First Thursdays is back!
The first stop is at Hales for The National Gallery Project, a solo exhibition by Ken Kiff (b. 1935, Dagenham, Essex — d. 2001, London, UK) . Kiff’s first show at the gallery centres on works directly connected to his time as Associate Artist in Residence at the National Gallery, London, between 1991-1993. He was the second artist to hold the position, following Paula Rego. Primarily a painter, Kiff pursued the formal qualities of painting — of shape, line, texture, transparency and colour. His practice was driven by an exploration of the material and emotional properties of colour, viewing colour as image, and image as colour. Kiff would work on many pieces over years at a time – this process is exemplified by The Sequence, which spanned decades and 200 works, a ‘continuous flux’ of image and form which resembles a long episodic dream: allowing thoughts and imagery to spill over into the next work, creating reoccurring themes and symbolic motifs.
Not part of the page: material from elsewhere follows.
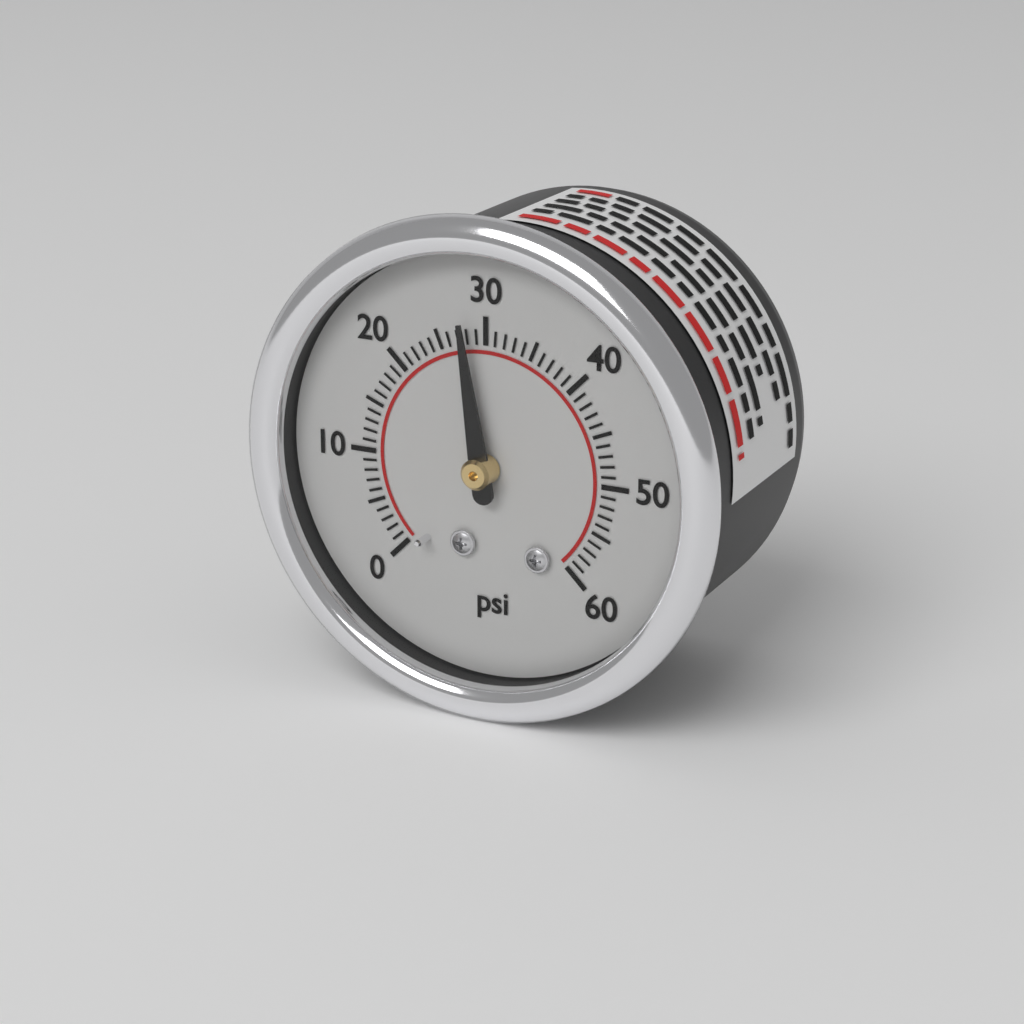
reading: 28 psi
Later, the walking route will head to Standpoint Gallery. The gallery is pleased to present Spillâge, a group exhibition curated by HAZE projects. Spillâge has been created as a sniglet – a word made up to describe something for which no dictionary word exists. Bringing together eleven artists, this exhibition looks at the fluidity of language and interruptions from the familiar. It fills in the gaps for alternative expression, embracing the spontaneous and unknown. The exhibition embodies the notions surrounding happy accidents and freedom of play, the loss of control and unconscious reactions. Within the exhibition, artists are encouraged to explore playful elements of their practice and step back from the preciousness of expectation. The place becomes a playground for experimentation. This show celebrates the artists’ ability to harvest their boiling over of intuitive reactions, exaggerating and pushing their mistakes and unconscious decisions into their own language, creating works which radiate other-worldliness. Using the accent hat brings together a duality of languages in a subtle jovial form, the word Spillâge bridges together different territories and celebrates combined communication through different worlds in a fluid way.
The last stop is New Art Projects for Baroque-O-Vision Redux, a site-specific installation marking the first UK exhibition by sculptor Bill Albertini. Albertini’s “Pipe Dream System” is a body of work he has been making since 2017. The series is based on an ever-growing catalogue of parts, which can be assembled into unique configurations that differ from space to space. The main rule that unites his installations is that all of his pre-fabricated components are modular and designed to be connected. Time and timing is also important to the work and this manifests itself in how his Pipe Dream System evolves through the linear “design” process of the individual components (which is somewhat slow paced and methodical) to the timing of the assembly of those components into the finished sculptures which tends to be a fast, intuitive process.